Feebly she tried to rise, push him off. But her head span. Void’s pills left her too weak and sickened.

‘It is now!’ declared the Worthy Master. ‘I am almost reborn! It is strong! So strong!’

But something happened. Instead of rising through his spine to form a divine embryo that would coalesce into his rebirth as an Immortal, his
jing
, his earthly seed, hoarded within him for twenty years and all his rites with Yun Shu, the
jing
he had swollen with her stolen life force, escaped. She felt pulsing within her, a warmth.

‘No!’ he cried, in horror. ‘No!’

A hot rush between her legs as he desperately withdrew his cinnabar stem. He could not contain himself. The Dew of Pearl that had cost a prince’s fortune in precious elixirs turned from pure spirit to common, worldly seed that scattered, warm and dripping, over her thighs.

Utter silence in the chamber apart from their laboured breath. Void’s chanting had ceased in horror. A long shriek of despair emerged from the Worthy Master.

‘It has gone!’ he cried. ‘The embryo! You have stolen it for yourself!’

Yun Shu lay still, staring up at him in amazement.

‘You moved!’ he said, with a bitterness she could not have believed possible. ‘Everything is your fault! It will take years to regather a tenth of what I have lost. By then it will be too late.
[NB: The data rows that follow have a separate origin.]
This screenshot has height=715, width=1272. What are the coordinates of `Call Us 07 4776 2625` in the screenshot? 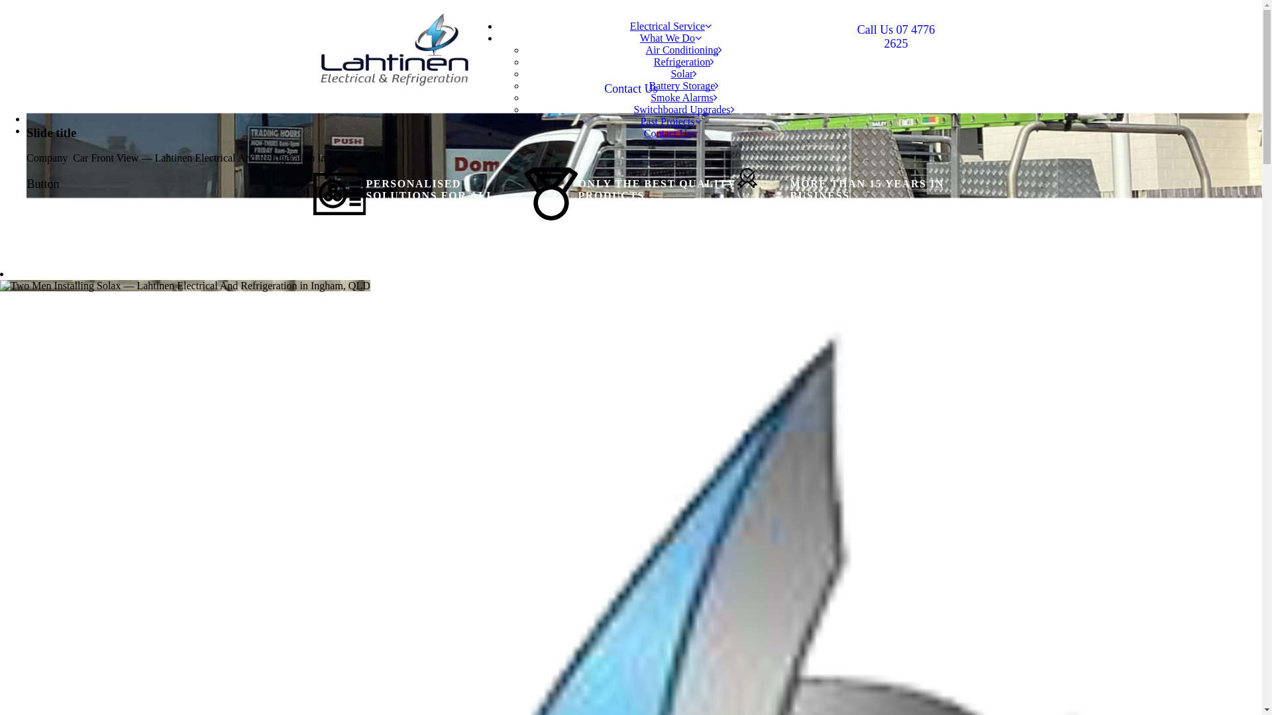 It's located at (895, 37).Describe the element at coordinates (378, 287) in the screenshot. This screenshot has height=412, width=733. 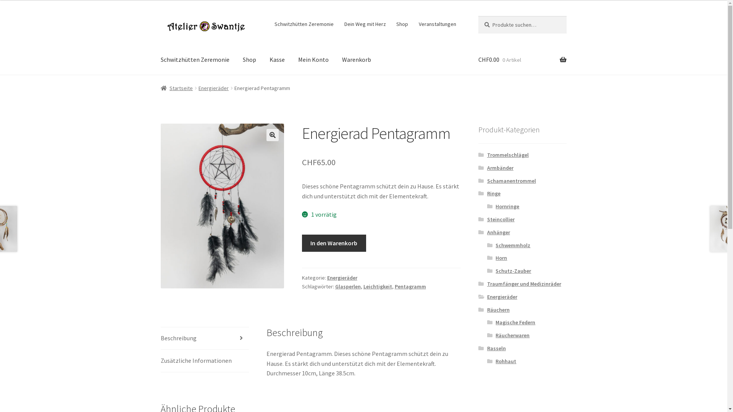
I see `Leichtigkeit` at that location.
I shall have faded into dust!’

‘Please,’ she whispered, ‘do not give Cloud Abode Monastery to … you promised!’

He leaped up and began to pace the pagoda. ‘You led me to the final stage quite deliberately,’ he ranted. ‘Quite purposefully! You are in league with my enemies! All to steal my Pearl of Dew! You demon-bitch, you fox fairy!’
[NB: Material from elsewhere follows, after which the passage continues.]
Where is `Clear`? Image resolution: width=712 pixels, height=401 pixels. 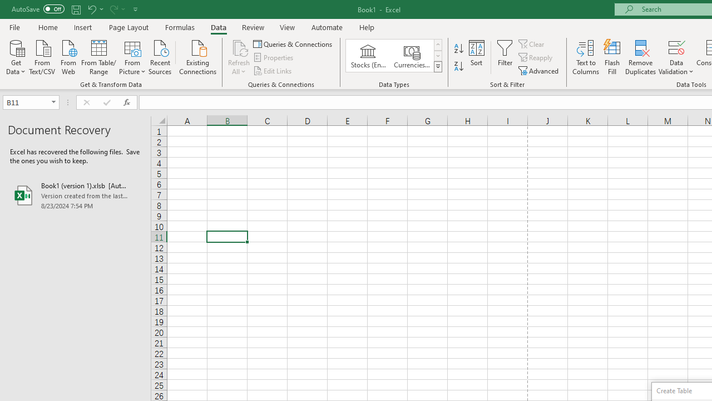
Clear is located at coordinates (533, 43).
At this insult Yun Shu froze. Another man’s voice from her girlhood echoed – Golden Lotus accusing, cursing:
Fox fairy
!
Fox fairy
! Then Worthy Master Jian rushed at her, punching her shoulders and face, so that she shielded herself with her slender arms.

‘Get her away from me!’ he screamed, tears of grief and rage and despair trickling down his cheeks. ‘Oh, I will trade Cloud Abode Monastery for a piece of the Buddha’s knucklebone! You have no one to blame but yourself!’

Too shocked even to weep, Yun Shu found herself hustled down through the various storeys of Wild Goose Pavilion.

Outside she fell to her knees. Void scowled with savage distain before slamming the door.

Her mind seemed without focus. She squinted stupidly. Void’s magical pills were gaining in power, not lessening. She began to sob.

‘Abbess Yun Shu!’

The voice came through a fog. She turned in confusion, longing for it to be Teng, offering forgiveness. But she was defiled, tainted! Her womb was poisoned, drained of life! There could be no more affection. Never more would Teng send her paintings and poems. He would despise her forever as a demon-bitch, a fox fairy!

‘Yun Shu!’ called Bo-Bai.

‘Take me home!’ Her words tumbled between gasps for breath. ‘I am worthless. Quite worthless! I have failed everyone! No one wants me now, Bo-Bai! Send a messenger to my father’s house. Seek out Golden Lotus and tell him I accept! I accept his offer. Tell him to collect me from Cloud Abode Monastery and take me to my father’s house. Tomorrow! Tell him that, Bo-Bai! Oh, I am unworthy to be Abbess!’

Maddened by Void’s pills, she would not listen when he remonstrated – could not.

The grieving Abbess and faithful servant reached Monkey Hat Hill unchallenged. Prince Arslan had concentrated his soldiers around the palace, aware that the next day would bring a battle that would decide the fate of his entire province. On the Hundred Stairs they found a street urchin hiding from the curfew. Minutes later, having scrawled a hasty letter in the gatehouse of Cloud Abode Monastery, Yun Shu sent the lad slipping through the dark, deserted streets of Hou-ming to Golden Lotus.